How to use this
Before the demo, copy the vendor's "AI" claims from their product page. During the demo, walk down the tiers in order and ask the three questions for each tier they claim. Mark Pass / Partial / Fail in the scorecard at the bottom. After the demo you have a one-page audit you can bring to procurement.
TIER 1
Template autofill
The product takes a structured brief and produces formatted text (RFP brief, hotel cover letter, follow-up email). Engine can be templates or LLM. Most vendors that claim AI in 2026 ship this. Commodity differentiation.
Three questions to ask
- Show the system drafting an RFP brief from a blank state — what is the underlying engine (templates, LLM, hybrid)?
- Where does the model run — EU-resident or US? Which sub-processor (OpenAI, Anthropic, Azure, in-house)?
- What happens if a custom field (industry jargon, regional A/V spec) is in the brief — does the model handle it or revert to placeholder?
PASS = live demo with non-templated input
PARTIAL = demo only on canned brief
FAIL = video demo, no live attempt
TIER 2
Response classification
The product reads hotel replies and extracts, tags, or scores them (rate per room-night, F&B minimum, attrition language, compliance flags). Engine = regex + ML classifiers + LLM extraction. This is where measurable planner time is saved.
Three questions to ask
- Upload a non-templated hotel reply (Word doc, not their form) — show which fields extract correctly and which break.

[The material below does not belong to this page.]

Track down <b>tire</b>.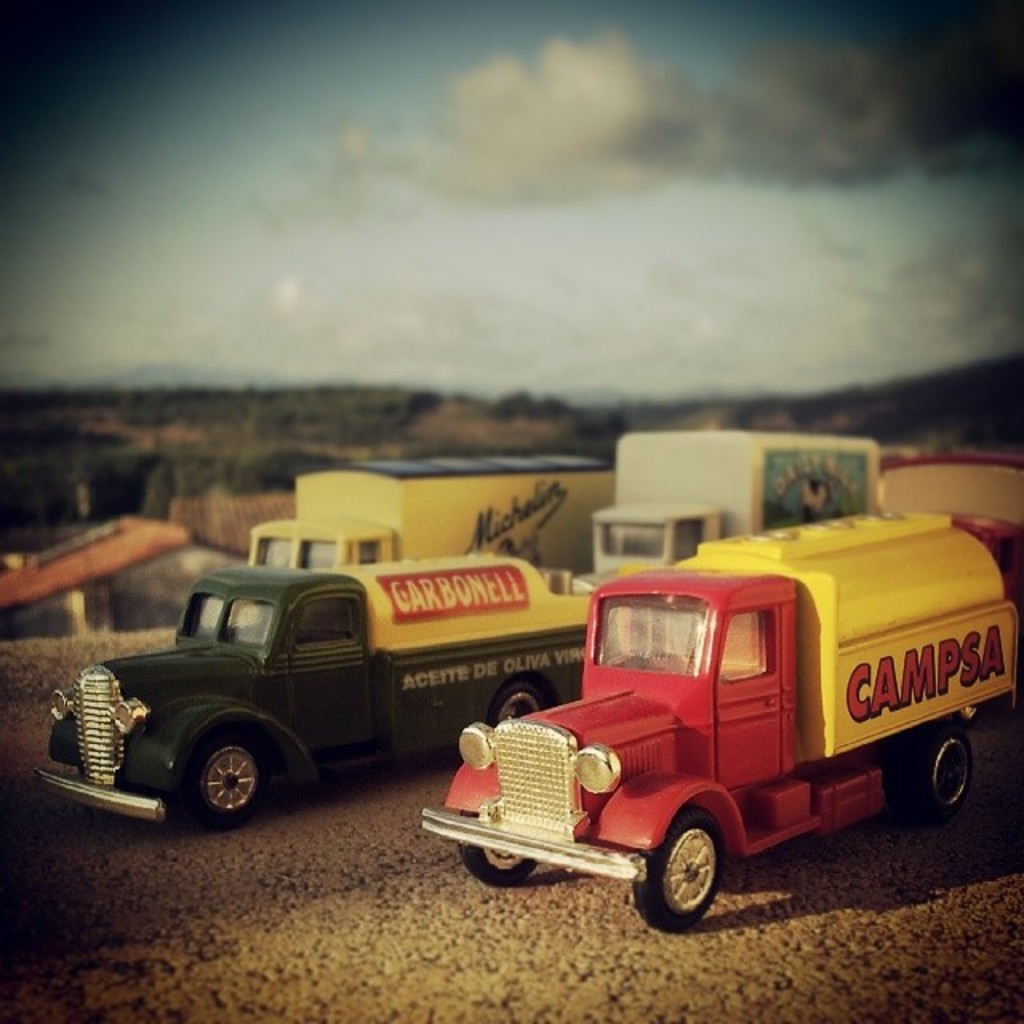
Tracked to <bbox>922, 733, 976, 816</bbox>.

- What is the field-level accuracy benchmark on your historical data? Per-field, not aggregate.
- When the system gets a field wrong, what happens? Silent default, planner notification, or audit log?
PASS = live extraction on your sample PDF
PARTIAL = extraction on vendor sample
FAIL = no live extraction shown
TIER 3
Negotiation suggestion
The product proposes the next move — which hotels to BAFO, what counter-offer to make, whether to walk. Requires reasoning across buyer history, hotel flexibility, deal context. The line between Tier 3 and a clever dashboard is thin.
Three questions to ask
- Show one case where the system recommended a negotiation action the data alone did not surface — with the audit trail of why.
- How does the system handle a hotel it has never seen before — cold-start logic?
- Which inputs drive the recommendation, and can the planner see and edit the weights?
PASS = case study with novel recommendation
PARTIAL = dashboard with smart text
FAIL = marketing claim only, no demo
TIER 4
Agentic sourcing (full cycle, no per-step approval)
The system runs a complete sourcing cycle end-to-end: identifies hotels, sends the brief, negotiates BAFO, presents a signed contract for final approval. No MICE vendor publicly ships this in production as of May 2026. Gartner places autonomous procurement at 5-10 year horizon.
Three questions to ask
- Show a complete sourcing cycle the system ran without a human approving each step — with the audit trail.
- Name three customers running this in production today, with deal volume.
- What is the delegated-authority model — how much spend can the agent commit before human review?
PASS = production audit trail (unlikely in 2026)
PARTIAL = beta with constrained authority
FAIL = demo video only, no production reference
GDPR & procurement checklist (ask before signing)
- Current EU sub-processor list (where the AI model is hosted, who trains it)
- DPA covering automated decision-making (Art. 22 GDPR)
- Statement that hotel and planner data is not used to train shared models
- Release notes for the last 6 months of AI-related shipping (proves the feature ships, not just claims)
- SOC 2 Type II report and ISO 27001 certification status
- Data residency option for EU-only storage (some buyers require)
Demo scorecard (fill during the meeting)
Decision rule: if claimed-tier and verdict-tier differ by more than one step, the marketing-to-product gap is high — adjust pricing expectation accordingly.